I’d finish with whatever duo analogy I was feeling that day (Lennon and McCartney; Thelma and Louise) and then hang up, feeling sorry for the people outside of New England who just didn’t get it.
Then Brady messed around and went to Tampa.
Suddenly the question that never had to be New England’s began popping up in New England. Tom Brady or Bill Belichick? It’s the ultimate intoxicant that doesn’t need an answer, and still sucks you in anyway.
It built slowly after Brady left the Patriots. He went on with Howard Stern and said the Brady-Belichick debate was a “shitty argument.” He told Stern, “To have him allowed me to be the best I can be, so I’m grateful for that. I very much believe that he feels the same way about me, because we’ve expressed that to each other.’’
It seemed that most people, especially here, agreed that picking just one was unnecessary.
You have memories and “3-28” shirts and Richard Sherman memes because Tom and Bill were together. It seems silly to take sides now. That feeling got a challenge when Rob Gronkowski came out of a 13-month retirement and absolutely picked Brady over Belichick.
The Tom or Bill lines got even heavier last week when Brady had the nerve to voluntarily organize a group of his new Tampa teammates, trying to get a head start on the season. The controversy being that he’s willing to do for the Bucs what he didn’t for the Patriots.

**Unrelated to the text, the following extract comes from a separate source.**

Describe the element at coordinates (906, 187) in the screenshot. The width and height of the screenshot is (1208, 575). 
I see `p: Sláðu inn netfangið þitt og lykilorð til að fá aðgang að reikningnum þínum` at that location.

For 18 seasons in a row, Brady walked and talked and even negotiated like a Patriot. He attended voluntary camps, pretended to be happy throwing to Chris Hogan, and never publicly shared his thoughts with Howard Stern. He was a company man. He was that as a 23-year-old kid wearing a backwards baseball cap, and he was that as a 40-year-old man wearing a grown man’s fedora.
I’m sure Belichick wasn’t pleased that his quarterback skipped voluntary workouts for two years. Then again, the coach got outsized quarterbacking value — in every way imaginable — in those 18 that Brady was there.

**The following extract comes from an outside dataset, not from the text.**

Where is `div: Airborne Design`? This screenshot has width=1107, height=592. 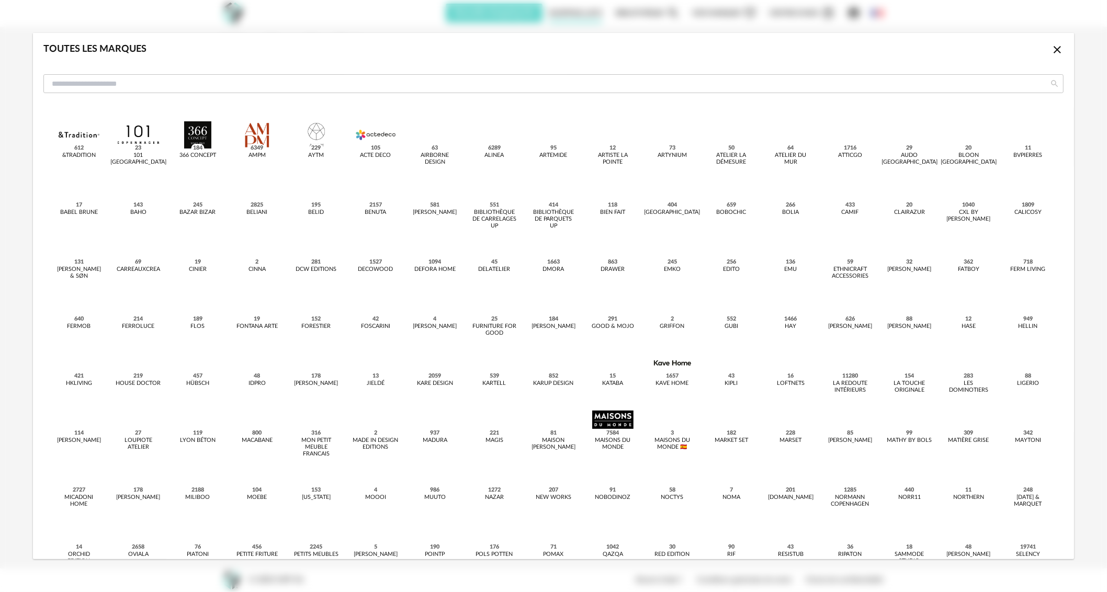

Besides, I always get some cheap entertainment when I imagine where the outcries about voluntary camp are coming from. I don’t know about you, but I’ve worked with some folks over the years who volunteer nothing and, on the contrary, want days off for everything from Sweetest Day to Arbor Day to Canadian Thanksgiving. Don’t make me name names.
But seriously, beyond that, what is it about this particular tandem that makes people want to assess the individual value?
Most of the time in dynasties, the partnership is praised rather than parsed. Did anyone feel the need to pick Red or Russell? Popovich or Duncan? Montana or Walsh? In the last example, which Brady knows well because it’s his hometown team, Walsh is linked to Montana even though Montana won his last Super Bowl without him.
Even before Brady went to Florida, the Tom or Bill question was out there. I dismissed it then because it was someone else’s problem. Now, I’m convinced, it’s there to taunt me.
No matter what happens, don’t let the either/or, this or that people win. Tom is in Florida, Bill is in Massachusetts and the right answer, still, is both.